Attached to the Russian Nobility Association’s petition were affidavits from Prince Alexis Scherbatow, the organization’s president, and Dr. William Maples. Scherbatow’s affidavit mostly parroted the petition. What was significant was that the scientific statements and recommendations in all three of these documents—the Russian Nobility Association petition, its memorandum, and the affidavit of Prince Scherbatow—rested on the affidavit of Dr. Maples. Maples’ statement praised Dr. King and denigrated Dr. Gill. It said that Gill’s finding of 98.5 percent certainty that the Ekaterinburg remains belonged to the Romanovs was “not scientifically significant.” It referred to the heteroplasmy Gill and his colleagues had discovered in Nicholas II’s DNA as “more likely the result of contaminated samples.” It attempted to frighten the court that there would not be enough to go around: “If any blood or tissue samples from Anastasia Manahan are used in mtDNA testing, they are likely to be completely consumed in the process.… Therefore, it is unlikely that there would be sufficient genetic material for the sample to be split and tested by two different laboratories.”

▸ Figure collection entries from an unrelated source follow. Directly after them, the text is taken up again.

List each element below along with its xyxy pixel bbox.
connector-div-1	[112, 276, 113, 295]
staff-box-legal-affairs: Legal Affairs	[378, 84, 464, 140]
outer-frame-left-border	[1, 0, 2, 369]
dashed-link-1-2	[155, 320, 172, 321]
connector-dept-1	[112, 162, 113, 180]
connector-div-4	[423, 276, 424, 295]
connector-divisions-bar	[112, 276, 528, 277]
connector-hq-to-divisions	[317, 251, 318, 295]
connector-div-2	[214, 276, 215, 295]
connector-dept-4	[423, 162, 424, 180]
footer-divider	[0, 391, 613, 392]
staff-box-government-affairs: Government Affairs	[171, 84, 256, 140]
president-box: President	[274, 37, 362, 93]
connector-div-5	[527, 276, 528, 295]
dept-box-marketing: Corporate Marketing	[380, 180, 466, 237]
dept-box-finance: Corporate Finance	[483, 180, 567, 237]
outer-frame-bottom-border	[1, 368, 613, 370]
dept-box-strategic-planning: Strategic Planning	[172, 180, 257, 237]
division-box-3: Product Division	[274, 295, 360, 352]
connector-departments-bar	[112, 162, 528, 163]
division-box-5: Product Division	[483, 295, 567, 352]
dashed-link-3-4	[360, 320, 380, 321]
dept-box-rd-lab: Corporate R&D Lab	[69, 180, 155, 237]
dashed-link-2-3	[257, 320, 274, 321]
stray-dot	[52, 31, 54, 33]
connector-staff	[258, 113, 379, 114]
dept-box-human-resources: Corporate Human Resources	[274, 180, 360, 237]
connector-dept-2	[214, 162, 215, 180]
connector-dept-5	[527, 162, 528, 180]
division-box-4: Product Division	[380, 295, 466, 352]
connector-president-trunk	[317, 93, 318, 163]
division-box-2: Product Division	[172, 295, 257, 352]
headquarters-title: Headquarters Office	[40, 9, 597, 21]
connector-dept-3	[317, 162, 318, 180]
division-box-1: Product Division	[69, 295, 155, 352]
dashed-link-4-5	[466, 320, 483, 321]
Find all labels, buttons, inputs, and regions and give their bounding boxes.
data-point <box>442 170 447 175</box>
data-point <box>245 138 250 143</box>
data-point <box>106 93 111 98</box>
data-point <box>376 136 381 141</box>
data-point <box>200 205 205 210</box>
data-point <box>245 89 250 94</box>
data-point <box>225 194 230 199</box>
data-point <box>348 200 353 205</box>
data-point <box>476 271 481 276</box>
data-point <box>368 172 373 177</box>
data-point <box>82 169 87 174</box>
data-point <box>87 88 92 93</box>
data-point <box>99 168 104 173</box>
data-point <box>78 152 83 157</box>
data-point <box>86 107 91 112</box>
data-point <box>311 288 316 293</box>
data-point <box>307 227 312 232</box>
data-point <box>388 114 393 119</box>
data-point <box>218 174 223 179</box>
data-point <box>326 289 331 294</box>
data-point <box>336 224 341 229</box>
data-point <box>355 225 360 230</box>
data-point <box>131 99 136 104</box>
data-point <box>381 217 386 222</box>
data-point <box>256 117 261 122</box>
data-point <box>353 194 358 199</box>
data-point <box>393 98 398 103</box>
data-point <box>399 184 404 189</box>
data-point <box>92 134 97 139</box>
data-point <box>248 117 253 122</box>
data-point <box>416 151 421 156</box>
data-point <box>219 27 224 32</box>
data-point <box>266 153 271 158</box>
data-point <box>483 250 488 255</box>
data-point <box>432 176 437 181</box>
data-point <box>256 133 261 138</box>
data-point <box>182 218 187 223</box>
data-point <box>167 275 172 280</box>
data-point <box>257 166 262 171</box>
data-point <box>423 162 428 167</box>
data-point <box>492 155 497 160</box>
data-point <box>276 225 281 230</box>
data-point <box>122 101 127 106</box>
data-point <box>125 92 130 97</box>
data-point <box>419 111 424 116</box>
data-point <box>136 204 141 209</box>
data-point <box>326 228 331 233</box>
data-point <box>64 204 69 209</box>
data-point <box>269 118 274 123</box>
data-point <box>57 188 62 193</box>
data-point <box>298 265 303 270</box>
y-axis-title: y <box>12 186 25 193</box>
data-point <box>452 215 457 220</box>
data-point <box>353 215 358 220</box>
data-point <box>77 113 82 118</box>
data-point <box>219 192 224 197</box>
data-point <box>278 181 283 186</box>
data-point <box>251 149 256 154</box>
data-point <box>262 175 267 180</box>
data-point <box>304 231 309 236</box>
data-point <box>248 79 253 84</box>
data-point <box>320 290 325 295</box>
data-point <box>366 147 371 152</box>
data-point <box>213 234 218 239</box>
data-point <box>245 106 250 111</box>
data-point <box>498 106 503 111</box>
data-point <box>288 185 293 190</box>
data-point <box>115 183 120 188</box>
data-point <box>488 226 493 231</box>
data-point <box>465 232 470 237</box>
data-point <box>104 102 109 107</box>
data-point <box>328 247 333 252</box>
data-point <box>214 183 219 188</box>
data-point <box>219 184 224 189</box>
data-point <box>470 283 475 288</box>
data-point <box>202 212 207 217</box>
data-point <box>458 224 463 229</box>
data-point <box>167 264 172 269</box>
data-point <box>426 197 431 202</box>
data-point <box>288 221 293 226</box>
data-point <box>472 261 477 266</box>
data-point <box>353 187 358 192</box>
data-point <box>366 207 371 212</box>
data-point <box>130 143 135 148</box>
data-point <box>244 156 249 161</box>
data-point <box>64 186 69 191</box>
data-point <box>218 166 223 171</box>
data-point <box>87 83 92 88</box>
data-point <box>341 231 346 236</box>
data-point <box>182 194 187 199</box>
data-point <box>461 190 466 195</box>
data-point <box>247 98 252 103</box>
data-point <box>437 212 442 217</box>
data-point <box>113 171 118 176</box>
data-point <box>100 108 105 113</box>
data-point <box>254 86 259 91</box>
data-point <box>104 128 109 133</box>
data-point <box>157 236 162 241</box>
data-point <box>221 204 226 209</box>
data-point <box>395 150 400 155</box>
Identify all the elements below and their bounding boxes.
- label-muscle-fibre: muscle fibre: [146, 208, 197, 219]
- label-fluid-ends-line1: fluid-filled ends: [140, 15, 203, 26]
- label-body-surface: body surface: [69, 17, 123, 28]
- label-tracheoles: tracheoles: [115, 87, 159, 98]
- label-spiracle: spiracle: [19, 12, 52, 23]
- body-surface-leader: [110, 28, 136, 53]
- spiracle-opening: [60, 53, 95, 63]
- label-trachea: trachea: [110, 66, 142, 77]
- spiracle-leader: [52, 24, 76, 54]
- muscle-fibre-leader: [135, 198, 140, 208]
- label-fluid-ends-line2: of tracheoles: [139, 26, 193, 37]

The Russian Nobility Association is an assemblage of descendants of the aristocratic families which once helped to rule Imperial Russia. In the 1990s, it is made up of perhaps one hundred dues-paying members, most of whom are children and grandchildren of men and women who emigrated from Russia at the time of the revolution. If they still lived in Russia under a tsar, many of these people would be called prince and princess, or count and countess. In America, they wear their honorifics only at charity events, hoping to add a little glitter and thus attract Americans impressed by titles. The organization’s primary source of income is a ball every May, which helps to pay the rent on a second-floor apartment on First Avenue where the association’s library of crumbling Russian genealogical books is housed. The rest is doled out to children, needy old people, and the sick.

No one in the world at this time is more expert at tracing the bloodlines of the Russian aristocracy than the president of the Russian Nobility Association, eighty-four-year-old Alexis Scherbatow Scherbatow has lived his life as an emigre. His family lost everything except their lives in the revolution. They moved to Bulgaria; he lived in Italy, graduated from the University of Brussels, came to the United States in 1938, and, during World War II, was a sergeant in the U.S. Army. After the war, he taught history at Fairleigh Dickinson College in New Jersey and translated documents in Russian and Latin for other historians and writers. His views are typical of many Russians of his generation: he hates Communism, is suspicious of post-Communist Russia, and despises England (“They are a bunch of liars in England”). He never accepted Anna Anderson’s claim to be Anastasia. As an argument he cites the fact that he personally saw the grand duchess in 1916, when he was five years old.